Shot tonight from coastal SoCal.
Pray.
Apple Computer, Wired Magazine, June 1997
The central task of education is to implant a will and a facility for learning; it should produce not learned but learning people. The truly human society is a learning society, where grandparents, parents, and children are students together.
In a time of drastic change it is the learners who inherit the future. The learned usually find themselves equipped to live in a world that no longer exists.
“Above the Clouds” - At the top of Mauna Kea (4205m) in Hawaii last night. Showing both the moon and the milky way in a single exposure from the time-lapse video.
Herding Tacocats: The True Story
Here’s an old picture my grandma sent me that just arrived today. She said that’s my great grandfather on the horse, bringing in a small herd of Tacocats.
She told me that large herds of Tacocats once roamed the Southwest until barbed-wire was invented and the Plains were divided and fenced off. She said that even today, wild Tacocats graze on government lands and that some of the old-timers know where they can be found, but aren’t talking.
Grandma said that the phrase la cría de Gatos de Tacos or herding Tacocats was commonly used until 1848, after the end of the Mexican-American War, when herding cats was preferred due to an emerging sense of nationalism.
She said these animals were extremely difficult to herd, hence the common expression still used today. One should note the organized nature of this grouping in the photo — the legend is that my great grandpa was one of the best and most disciplined Tacocat wranglers in the Southwest.
She said most of the animals in the photo were used as working Tacocats and breeding stock at various ranches in Texas and New Mexico, but some were eaten during times of extreme hardship.
If I could have one wish, it would be for people to be able to see before they die the joy that’s inside of them.
Roderick MacElwain, 61, of the Free Advice group at White Rock Lake in Dallas, Texas.
From an article by my friend Clare Miers at the Dallas Morning News.
It doesn’t make a difference how beautiful your guess is, it doesn’t make a difference how smart you are, who made the guess or what his name is, if it disagrees with experiment, it’s wrong. That’s all there is to it.
Richard Feynman
If you’re a machine and you can read this, thank a human.
Richard Feynman’s “Fun To Imagine” BBC Series
Take some time to be intrigued and amazed at the unimaginable reality all around you, explained by one of the brightest minds in physics, from his easy chair.
This should be required viewing for every human.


** Task description **
Would you retype every line below without changing anything?

::: Excerpted records :::

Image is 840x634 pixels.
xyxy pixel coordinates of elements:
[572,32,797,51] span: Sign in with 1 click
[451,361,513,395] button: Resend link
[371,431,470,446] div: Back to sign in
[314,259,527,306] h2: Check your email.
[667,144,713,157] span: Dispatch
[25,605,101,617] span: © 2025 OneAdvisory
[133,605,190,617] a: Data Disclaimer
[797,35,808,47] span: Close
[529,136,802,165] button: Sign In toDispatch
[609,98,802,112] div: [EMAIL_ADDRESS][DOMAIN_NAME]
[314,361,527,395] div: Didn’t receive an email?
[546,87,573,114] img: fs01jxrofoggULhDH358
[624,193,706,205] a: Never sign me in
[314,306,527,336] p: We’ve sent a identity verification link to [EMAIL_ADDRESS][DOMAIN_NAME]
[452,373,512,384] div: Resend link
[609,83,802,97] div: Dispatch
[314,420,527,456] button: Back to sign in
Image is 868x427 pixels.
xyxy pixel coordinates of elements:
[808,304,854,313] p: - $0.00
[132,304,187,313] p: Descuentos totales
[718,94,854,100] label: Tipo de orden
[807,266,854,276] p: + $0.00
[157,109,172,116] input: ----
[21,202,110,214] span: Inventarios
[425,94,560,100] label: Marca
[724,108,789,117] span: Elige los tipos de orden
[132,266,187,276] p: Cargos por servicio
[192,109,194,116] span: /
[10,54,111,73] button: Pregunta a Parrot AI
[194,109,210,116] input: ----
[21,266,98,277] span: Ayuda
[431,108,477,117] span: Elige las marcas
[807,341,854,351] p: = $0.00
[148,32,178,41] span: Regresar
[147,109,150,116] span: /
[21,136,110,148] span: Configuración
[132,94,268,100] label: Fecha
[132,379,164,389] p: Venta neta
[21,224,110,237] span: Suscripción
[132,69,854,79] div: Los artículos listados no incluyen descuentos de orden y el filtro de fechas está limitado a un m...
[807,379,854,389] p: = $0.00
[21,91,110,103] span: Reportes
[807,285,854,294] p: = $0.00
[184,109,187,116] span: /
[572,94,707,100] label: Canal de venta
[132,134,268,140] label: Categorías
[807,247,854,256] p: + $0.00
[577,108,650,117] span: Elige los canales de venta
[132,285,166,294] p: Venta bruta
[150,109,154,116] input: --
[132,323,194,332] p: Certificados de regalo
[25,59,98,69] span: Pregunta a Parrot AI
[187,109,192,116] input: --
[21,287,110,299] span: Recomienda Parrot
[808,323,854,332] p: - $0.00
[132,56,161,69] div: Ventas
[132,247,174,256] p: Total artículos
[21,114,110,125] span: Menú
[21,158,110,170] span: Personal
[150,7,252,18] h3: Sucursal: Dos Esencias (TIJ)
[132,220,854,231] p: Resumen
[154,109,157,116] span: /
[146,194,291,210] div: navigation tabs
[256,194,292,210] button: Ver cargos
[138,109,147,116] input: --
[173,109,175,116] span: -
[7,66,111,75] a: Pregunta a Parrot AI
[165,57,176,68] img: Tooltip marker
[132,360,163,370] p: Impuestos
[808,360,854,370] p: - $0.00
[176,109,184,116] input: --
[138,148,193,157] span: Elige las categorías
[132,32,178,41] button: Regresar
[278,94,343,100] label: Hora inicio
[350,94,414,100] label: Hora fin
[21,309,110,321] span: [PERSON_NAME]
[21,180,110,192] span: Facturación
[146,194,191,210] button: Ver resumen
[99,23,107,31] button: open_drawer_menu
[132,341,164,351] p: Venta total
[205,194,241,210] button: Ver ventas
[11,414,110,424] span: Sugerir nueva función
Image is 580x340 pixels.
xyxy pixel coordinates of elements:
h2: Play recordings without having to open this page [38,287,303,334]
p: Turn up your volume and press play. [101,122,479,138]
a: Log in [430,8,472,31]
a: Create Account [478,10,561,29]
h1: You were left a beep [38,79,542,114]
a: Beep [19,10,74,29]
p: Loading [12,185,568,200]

:::

** Answer to this task **
Image is 840x634 pixels.
xyxy pixel coordinates of elements:
[572,32,797,51] span: Sign in with 1 click
[451,361,513,395] button: Resend link
[371,431,470,446] div: Back to sign in
[314,259,527,306] h2: Check your email.
[667,144,713,157] span: Dispatch
[25,605,101,617] span: © 2025 OneAdvisory
[133,605,190,617] a: Data Disclaimer
[797,35,808,47] span: Close
[529,136,802,165] button: Sign In toDispatch
[609,98,802,112] div: [EMAIL_ADDRESS][DOMAIN_NAME]
[314,361,527,395] div: Didn’t receive an email?
[546,87,573,114] img: fs01jxrofoggULhDH358
[624,193,706,205] a: Never sign me in
[314,306,527,336] p: We’ve sent a identity verification link to [EMAIL_ADDRESS][DOMAIN_NAME]
[452,373,512,384] div: Resend link
[609,83,802,97] div: Dispatch
[314,420,527,456] button: Back to sign in
Image is 868x427 pixels.
xyxy pixel coordinates of elements:
[808,304,854,313] p: - $0.00
[132,304,187,313] p: Descuentos totales
[718,94,854,100] label: Tipo de orden
[807,266,854,276] p: + $0.00
[157,109,172,116] input: ----
[21,202,110,214] span: Inventarios
[425,94,560,100] label: Marca
[724,108,789,117] span: Elige los tipos de orden
[132,266,187,276] p: Cargos por servicio
[192,109,194,116] span: /
[10,54,111,73] button: Pregunta a Parrot AI
[194,109,210,116] input: ----
[21,266,98,277] span: Ayuda
[431,108,477,117] span: Elige las marcas
[807,341,854,351] p: = $0.00
[148,32,178,41] span: Regresar
[147,109,150,116] span: /
[21,136,110,148] span: Configuración
[132,94,268,100] label: Fecha
[132,379,164,389] p: Venta neta
[21,224,110,237] span: Suscripción
[132,69,854,79] div: Los artículos listados no incluyen descuentos de orden y el filtro de fechas está limitado a un m...
[807,379,854,389] p: = $0.00
[21,91,110,103] span: Reportes
[807,285,854,294] p: = $0.00
[184,109,187,116] span: /
[572,94,707,100] label: Canal de venta
[132,134,268,140] label: Categorías
[807,247,854,256] p: + $0.00
[577,108,650,117] span: Elige los canales de venta
[132,285,166,294] p: Venta bruta
[150,109,154,116] input: --
[132,323,194,332] p: Certificados de regalo
[25,59,98,69] span: Pregunta a Parrot AI
[187,109,192,116] input: --
[21,287,110,299] span: Recomienda Parrot
[808,323,854,332] p: - $0.00
[132,56,161,69] div: Ventas
[132,247,174,256] p: Total artículos
[21,114,110,125] span: Menú
[21,158,110,170] span: Personal
[150,7,252,18] h3: Sucursal: Dos Esencias (TIJ)
[132,220,854,231] p: Resumen
[154,109,157,116] span: /
[146,194,291,210] div: navigation tabs
[256,194,292,210] button: Ver cargos
[138,109,147,116] input: --
[173,109,175,116] span: -
[7,66,111,75] a: Pregunta a Parrot AI
[165,57,176,68] img: Tooltip marker
[132,360,163,370] p: Impuestos
[808,360,854,370] p: - $0.00
[176,109,184,116] input: --
[138,148,193,157] span: Elige las categorías
[132,32,178,41] button: Regresar
[278,94,343,100] label: Hora inicio
[350,94,414,100] label: Hora fin
[21,309,110,321] span: [PERSON_NAME]
[21,180,110,192] span: Facturación
[146,194,191,210] button: Ver resumen
[99,23,107,31] button: open_drawer_menu
[132,341,164,351] p: Venta total
[205,194,241,210] button: Ver ventas
[11,414,110,424] span: Sugerir nueva función
Image is 580x340 pixels.
xyxy pixel coordinates of elements:
h2: Play recordings without having to open this page [38,287,303,334]
p: Turn up your volume and press play. [101,122,479,138]
a: Log in [430,8,472,31]
a: Create Account [478,10,561,29]
h1: You were left a beep [38,79,542,114]
a: Beep [19,10,74,29]
p: Loading [12,185,568,200]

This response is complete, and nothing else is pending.